Network components

A great year for Both.org

Both.org is having a great year thanks to readers like you. We’ve got some really great stats and I thought it would be good to share them with you.

The numbers

We started our second full year in January 2024 with some decent numbers:

  • Visits: 8,654
  • Page Views: 18,956
  • SE referrals: N/A for January, but Feb was 606

But we’ve been getting better. For July we had:

  • Visits: 38,059
  • Page Views: 60,326
  • SE referrals: 1,037

For 2025 to date:

  • Posts: 162
  • Visits: 151,300
  • Page Views: 290,200

The U.S. is the leading country with 69.3K page views, Singapore is next with 11.3K, and China rounds out the top 3 with 9.5K.

How we do it

I think it’s important to understand a little about Both.org.

Our staff

Both.org is made up of a few volunteers sharing our knowledge. We have a core group of writers who contribute frequently and others who contribute one or two articles.

We have a small group of editors who review submissions and guide contributors if revisions are necessary. We try to make as few changes to articles as possible, while allowing our contributors to maintain their own unique style and voice.

We neither pay for articles, nor do we take payment for articles. We don’t have any ads on our site and we don’t charge for our content. All our articles are written by humans. We don’t use so-called AI generated slop.

The hardware

Both.org is housed on a single server in my own home. I built the server several years ago and it’s a very modest system.

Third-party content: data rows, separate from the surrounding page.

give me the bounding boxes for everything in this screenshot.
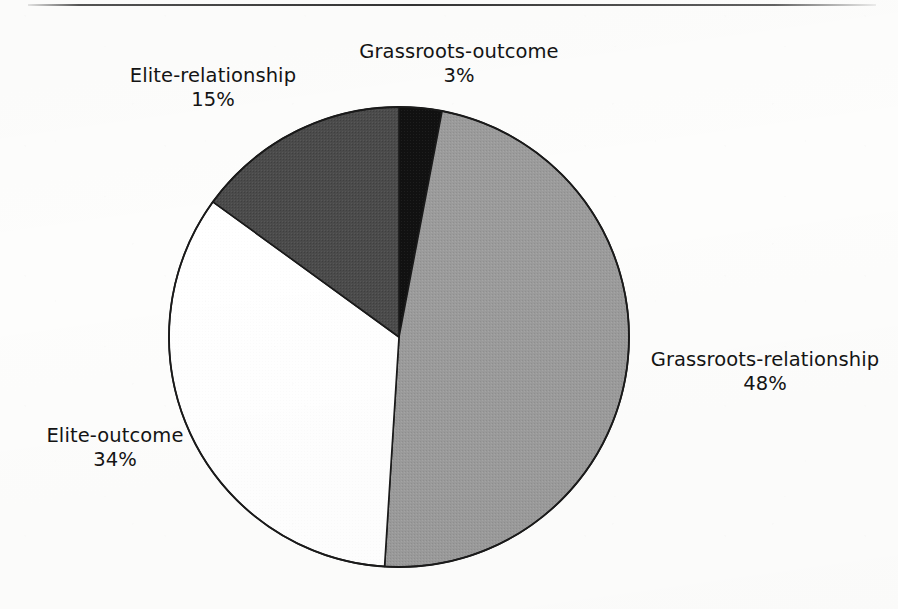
pie-label-name: Elite-relationship (103, 64, 323, 88)
scanned-page: Grassroots-outcome 3% Elite-relationship… (0, 0, 898, 609)
pie-label-value: 3% (334, 64, 584, 88)
pie-slice-group (169, 107, 629, 567)
pie-label-name: Grassroots-outcome (334, 40, 584, 64)
pie-label-grassroots-outcome: Grassroots-outcome 3% (334, 40, 584, 88)
pie-label-elite-outcome: Elite-outcome 34% (20, 424, 210, 472)
pie-label-value: 15% (103, 88, 323, 112)
page-top-rule (28, 4, 876, 6)
pie-label-name: Grassroots-relationship (636, 348, 894, 372)
pie-label-value: 48% (636, 372, 894, 396)
pie-label-name: Elite-outcome (20, 424, 210, 448)
pie-label-grassroots-relationship: Grassroots-relationship 48% (636, 348, 894, 396)
pie-label-value: 34% (20, 448, 210, 472)
pie-label-elite-relationship: Elite-relationship 15% (103, 64, 323, 112)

#######################################################################
# MOTD for Sat Aug 16 03:10:50 AM EDT 2025
# HOST NAME:            yorktown.both.org
# Machine Type:         physical machine.
# Host architecture:    X86_64
#----------------------------------------------------------------------
# System Serial No.:    Default string
# System UUID:          03d502e0-045e-05a2-de06-a40700080009
# Motherboard Mfr:      Gigabyte Technology Co., Ltd.
# Motherboard Model:    Z370 HD3-CF
# Motherboard Serial:   Default string
# BIOS Release Date:    03/01/2018
#----------------------------------------------------------------------
# CPU Model:            Intel(R) Core(TM) i7-8700 CPU @ 3.20GHz
# CPU Data:             1 Six Core package with 12 CPUs
# CPU Architecture:     x86_64
# HyperThreading:       Yes
# Max CPU MHz:          4600.0000
# Current CPU MHz:      4300.004
# Min CPU MHz:          800.0000
#----------------------------------------------------------------------
# RAM:                  31.214 GB
# SWAP:                 7.999 GB
#----------------------------------------------------------------------
# Install Date:         Wed 06 Aug 2025 12:55:09 PM EDT
# Linux Distribution:   Fedora 42 (Adams) X86_64
# Kernel Version:       6.15.9-201.fc42.x86_64
#----------------------------------------------------------------------
# Disk Partition Info
# Filesystem             Size  Used Avail Use% Mounted on
# /dev/mapper/vg01-root  3.9G  307M  3.4G   9% /
# /dev/mapper/vg01-usr    25G   15G  8.7G  63% /usr
# /dev/sda1              2.0G  493M  1.4G  27% /boot
# /dev/mapper/vg01-var    73G   49G   22G  70% /var
# /dev/mapper/vg01-tmp    20G  152K   19G   1% /tmp
# /dev/mapper/vg01-home   20G  6.8G   13G  36% /home
#----------------------------------------------------------------------
# LVM Physical Volume Info
# PV            VG              Fmt     Attr    PSize   PFree
# /dev/sda2     vg01    lvm2    a--     72.00g  8.00g
# /dev/sda3     vg01    lvm2    a--     <224.08g        145.08g
#######################################################################

This 7 year old server also provides the basic network services for my home Linux lab. Altogether, it provides the following services.

  • DHCP
  • DNS — local and global
  • NTP
  • SMTP
  • IMAP
  • MariaDB (MySQL)
  • HTTPD

My computers, including this server, are always working on various projects for the World Community Grid, which puts the otherwise wasted CPU cycles of home and office computers around the world to use. They use these computers as nodes in a volunteer distributed supercomputer based on the Berkeley Open Infrastructure for Network Computing (BOINC). The projects include medical, genome, meteorological, and other types of calculations. Despite all the tasks my server runs in support of my network and Both.org, the vast majority of it’s CPU resources are used for these projects.

A look at the system resources using btop on my Both.org server. The dip in CPU usage shows how little is required when BOINC isn’t running. Click the image to enlarge.

The btop image shows the CPU usage when BOINC is running at 100%. When BOINC is not running and only the system services required to keep my network and Both.org running, a very small amount of CPU is being used.

It’s quite amazing what you can do with a modest 7 year old system and Linux.